Reputation: 93
I have a table with several million records on MySQL in an MyISAM table. Very simplified, it's like this:
CREATE TABLE `test` (
`text` varchar(5) DEFAULT NULL,
`number` int(5) DEFAULT NULL,
KEY `number` (`number`) USING BTREE,
KEY `text_number` (`text`,`number`) USING BTREE
) ENGINE=MyISAM DEFAULT CHARSET=latin1;
It's populated with this data:
INSERT INTO `test` VALUES ('abcd', '1');
INSERT INTO `test` VALUES ('abcd', '2');
INSERT INTO `test` VALUES ('abcd', '3');
INSERT INTO `test` VALUES ('abcd', '4');
INSERT INTO `test` VALUES ('bbbb', '1');
INSERT INTO `test` VALUES ('bbbb', '2');
INSERT INTO `test` VALUES ('bbbb', '3');
When I run the following query:
EXPLAIN SELECT * FROM `test` WHERE (`text` = 'bbbb' AND `number` = 2)
It returns 'number' as the key to use. But the following query:
EXPLAIN SELECT * FROM `test` WHERE (`text` = 'bbbb' AND `number` = 1)
Returns 'text_number' as key to use, which would make more sense to me as this combined key matches exactly with the 2 columns in the WHERE. On these amount of records the performance isn't an issue, but on several million records the query which uses the 'text' index takes 4 seconds, and the one that uses 'text_number' index is finished in several milliseconds.
Is there a logical explaination for this? How can I change the index that MySQL uses the index? I know I can use USE INDEX but I want MySQL to be able to find the best plan to execute the query. This is on MySQL 5.1 and 5.5, same results.
Upvotes: 4
Views: 1265
Reputation: 23513
Two things that could improve your performance:
ANALYZE TABLE
to update your optimizer's index statistics so it knows the current key distribution. You can control the optimizer's statistics generation in a number of ways.EXPLAIN
analysis. Have a look at this answer for some advice on doing that.Upvotes: 1
Reputation: 2228
If you expect some of the queries to be game changer for the performance it is good idea to use you own indexes, like:
EXPLAIN SELECT * FROM `test` USE INDEX (number) WHERE (`text` = 'bbbb' AND `number` = 1);
or
EXPLAIN SELECT * FROM `test` USE INDEX (text_number) WHERE (`text` = 'bbbb' AND `number` = 1);
Generally, you can relay on the built-in query optimizer for most of the queries, but for the crucial or problematic ones it is good idea to look closer.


▶ [Work instruction]
Of the lines below, report only those that contain "vertex".

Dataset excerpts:
============

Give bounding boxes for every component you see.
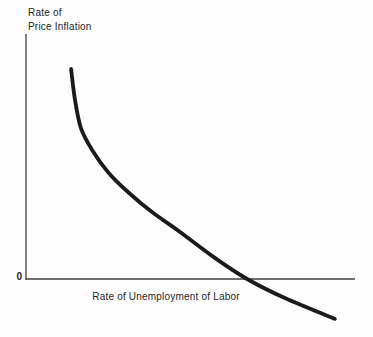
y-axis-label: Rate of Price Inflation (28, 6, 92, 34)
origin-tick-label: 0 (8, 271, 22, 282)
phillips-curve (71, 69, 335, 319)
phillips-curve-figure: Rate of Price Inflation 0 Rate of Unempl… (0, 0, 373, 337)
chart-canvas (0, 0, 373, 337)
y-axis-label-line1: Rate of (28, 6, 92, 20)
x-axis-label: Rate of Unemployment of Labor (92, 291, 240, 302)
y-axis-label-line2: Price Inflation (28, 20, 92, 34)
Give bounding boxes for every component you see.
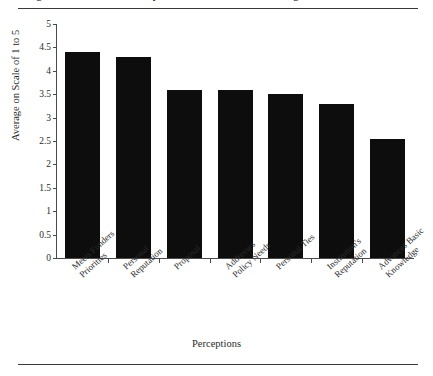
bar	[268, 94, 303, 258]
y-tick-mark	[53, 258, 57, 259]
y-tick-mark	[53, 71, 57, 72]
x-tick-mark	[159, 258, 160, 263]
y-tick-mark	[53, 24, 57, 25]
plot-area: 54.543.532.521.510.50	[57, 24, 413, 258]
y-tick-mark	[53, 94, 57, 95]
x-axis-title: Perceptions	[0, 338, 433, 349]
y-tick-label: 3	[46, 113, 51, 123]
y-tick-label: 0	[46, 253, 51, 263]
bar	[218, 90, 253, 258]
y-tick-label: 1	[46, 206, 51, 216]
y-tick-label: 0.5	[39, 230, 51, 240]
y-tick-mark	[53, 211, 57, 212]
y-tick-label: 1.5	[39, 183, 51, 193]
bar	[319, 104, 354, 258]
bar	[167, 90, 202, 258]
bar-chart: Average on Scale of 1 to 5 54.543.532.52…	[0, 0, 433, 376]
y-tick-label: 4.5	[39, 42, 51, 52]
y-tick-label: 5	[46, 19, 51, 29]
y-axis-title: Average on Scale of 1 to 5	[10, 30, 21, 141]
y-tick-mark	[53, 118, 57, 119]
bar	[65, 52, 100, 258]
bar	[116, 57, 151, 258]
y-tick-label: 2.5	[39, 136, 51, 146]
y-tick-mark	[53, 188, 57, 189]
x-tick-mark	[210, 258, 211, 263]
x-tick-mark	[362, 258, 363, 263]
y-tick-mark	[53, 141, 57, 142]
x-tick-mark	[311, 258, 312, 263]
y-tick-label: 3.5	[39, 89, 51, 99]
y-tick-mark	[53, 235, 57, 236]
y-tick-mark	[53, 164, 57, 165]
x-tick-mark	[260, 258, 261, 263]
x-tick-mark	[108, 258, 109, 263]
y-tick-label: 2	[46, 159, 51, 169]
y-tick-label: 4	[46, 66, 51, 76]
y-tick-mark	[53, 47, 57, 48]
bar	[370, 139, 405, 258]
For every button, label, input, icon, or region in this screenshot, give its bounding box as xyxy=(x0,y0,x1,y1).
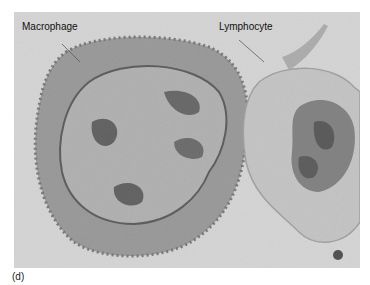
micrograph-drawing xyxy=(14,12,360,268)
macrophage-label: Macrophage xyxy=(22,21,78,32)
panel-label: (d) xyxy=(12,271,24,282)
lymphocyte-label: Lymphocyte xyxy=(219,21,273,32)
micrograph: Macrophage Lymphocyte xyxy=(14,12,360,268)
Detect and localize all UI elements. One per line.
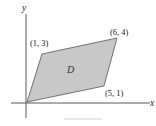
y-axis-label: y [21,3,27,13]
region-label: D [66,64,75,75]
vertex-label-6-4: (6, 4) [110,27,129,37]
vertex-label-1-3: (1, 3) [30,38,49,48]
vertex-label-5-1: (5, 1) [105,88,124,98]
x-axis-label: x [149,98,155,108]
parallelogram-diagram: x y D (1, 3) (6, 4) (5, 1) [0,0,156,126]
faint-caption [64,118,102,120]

============

▶ [Completed exercise]
vertex-label-6-4: (6, 4) [110,27,129,37]
vertex-label-1-3: (1, 3) [30,38,49,48]
vertex-label-5-1: (5, 1) [105,88,124,98]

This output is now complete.